The other women exchanged glances.

"This sounds not unlike the doings of djinni or ifrits," said a woman named Zubaidah.

"O daughter of the moon, you speak words of unmistakable truth," Aliyah replied. "I fear my cousin has been deceived by enchanters. Surely these men, Walter Bayard and Pete Brodsky, and the others who appeared with them at the first, were not men at all, but demons! Remember thee, how a great voice spoke from nowhere, and said a mistake had been made? This must certainly have been an ifrit that had sent the strangers to us in error, for they were demons condemned to some dire netherworld!"

"My lord a demon?" Dunyazad asked, eyes wide. She had freed one arm from the entangling dress, but now she stopped her struggles with the garment still around her neck and her left arm still in its sleeve. "Think you so? But nay, he was kind-spoken and gentle, and sought to please me even as I served him!"

"Ah, the better to deceive you!" Zubaidah said. "And indeed, this marks him as a demon or ifrit, for what mortal man troubles himself with the desires of his slave?"

"I fear Zubaidah speaks truly, my cousin," Aliyah said. "You have been debauched by demons, and there is naught for it now but you must be slain, ere you further defile the Khan's refuge."

Dunyazad tensed. "Slain? Slain? Nay, sisters, I am unchanged, and as pure of a demon's taint as any of you!"

"O daughter of heaven, we cannot take that risk," said Aminah, who had not previously spoken. She raised her hands and clapped them sharply, three times, over her head.

Dunyazad did not wait for the scimitar-bearing eunuchs thus summoned; instead she sprang to her feet and ran, her bare feet slapping on the cold marble. The strange dress still hung from her shoulder, flapping behind her with every step.

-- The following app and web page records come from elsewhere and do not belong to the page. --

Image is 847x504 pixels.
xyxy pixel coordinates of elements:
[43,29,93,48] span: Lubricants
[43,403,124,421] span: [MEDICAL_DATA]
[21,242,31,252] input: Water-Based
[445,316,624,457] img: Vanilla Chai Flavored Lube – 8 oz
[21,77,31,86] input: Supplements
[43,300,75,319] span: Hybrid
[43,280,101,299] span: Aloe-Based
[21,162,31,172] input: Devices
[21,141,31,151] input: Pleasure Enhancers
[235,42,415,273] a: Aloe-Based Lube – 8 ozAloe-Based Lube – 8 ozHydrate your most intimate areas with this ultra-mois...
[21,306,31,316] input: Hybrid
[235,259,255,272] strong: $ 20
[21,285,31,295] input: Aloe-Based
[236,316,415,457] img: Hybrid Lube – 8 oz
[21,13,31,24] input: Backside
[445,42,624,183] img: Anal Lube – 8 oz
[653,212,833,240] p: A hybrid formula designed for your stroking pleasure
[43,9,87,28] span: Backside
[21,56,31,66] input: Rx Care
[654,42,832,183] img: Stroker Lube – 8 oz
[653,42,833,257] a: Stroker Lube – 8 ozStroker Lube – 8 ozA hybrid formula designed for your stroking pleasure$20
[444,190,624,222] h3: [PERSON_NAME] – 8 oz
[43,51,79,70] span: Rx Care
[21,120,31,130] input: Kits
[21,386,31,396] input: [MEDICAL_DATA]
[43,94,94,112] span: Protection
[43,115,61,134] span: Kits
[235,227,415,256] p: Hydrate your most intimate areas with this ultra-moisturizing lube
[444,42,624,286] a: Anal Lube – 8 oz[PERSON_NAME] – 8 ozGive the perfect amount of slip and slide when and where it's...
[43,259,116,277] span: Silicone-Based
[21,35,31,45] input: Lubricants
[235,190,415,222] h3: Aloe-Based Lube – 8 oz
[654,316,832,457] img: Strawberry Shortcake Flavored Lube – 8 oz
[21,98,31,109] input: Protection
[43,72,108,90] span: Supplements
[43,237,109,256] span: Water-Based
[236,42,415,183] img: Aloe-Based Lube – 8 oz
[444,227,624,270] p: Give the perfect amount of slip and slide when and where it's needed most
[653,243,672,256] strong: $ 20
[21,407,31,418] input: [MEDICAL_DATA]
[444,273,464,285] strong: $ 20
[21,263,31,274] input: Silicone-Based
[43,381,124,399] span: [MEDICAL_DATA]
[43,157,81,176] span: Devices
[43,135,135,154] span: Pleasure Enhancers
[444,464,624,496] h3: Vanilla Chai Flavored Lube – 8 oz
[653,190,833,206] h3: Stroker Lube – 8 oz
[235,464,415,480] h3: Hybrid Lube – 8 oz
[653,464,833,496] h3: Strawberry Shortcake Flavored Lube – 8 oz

She had seen the eunuchs at work before. Anything that disturbed the order and tranquility of Xanadu brought out the scimitars, and the best the creator of the disturbance could hope for would be to be flung into the frigid dungeons to await the Khan's whim. A mere slave, like herself, was more likely to be beheaded on the spot.

Dunyazad preferred to keep her head attached. She knew this was an indication of a certain perversity in her nature, a reluctance to be properly submissive to the will of those above her in the natural order, but nonetheless, she ran.

A moment later she emerged from the pavilion into the gardens, where the air was sweet with the scent of the trees; she stumbled across the grassy slope toward the chasm where rose the sacred river. Running hard, she burst through the cedars that guarded the stream's source; half running and half sliding, she staggered down the rocky banks, down toward the mighty fountain where the waters of the Alph sprayed up from the earth.

She hoped that the eunuchs would not follow her there; the place was both sacred and feared, and there was a very real danger that anyone caught in the water's blast would be drowned, or swept away, carried down through the forest and into the caverns beneath Xanadu.

As she neared the river's edge she stopped, throwing herself down on the bank; she had no desire to be washed away, into the icy caves five miles below. She lay panting for a moment, too stunned by her situation to think or speak or move.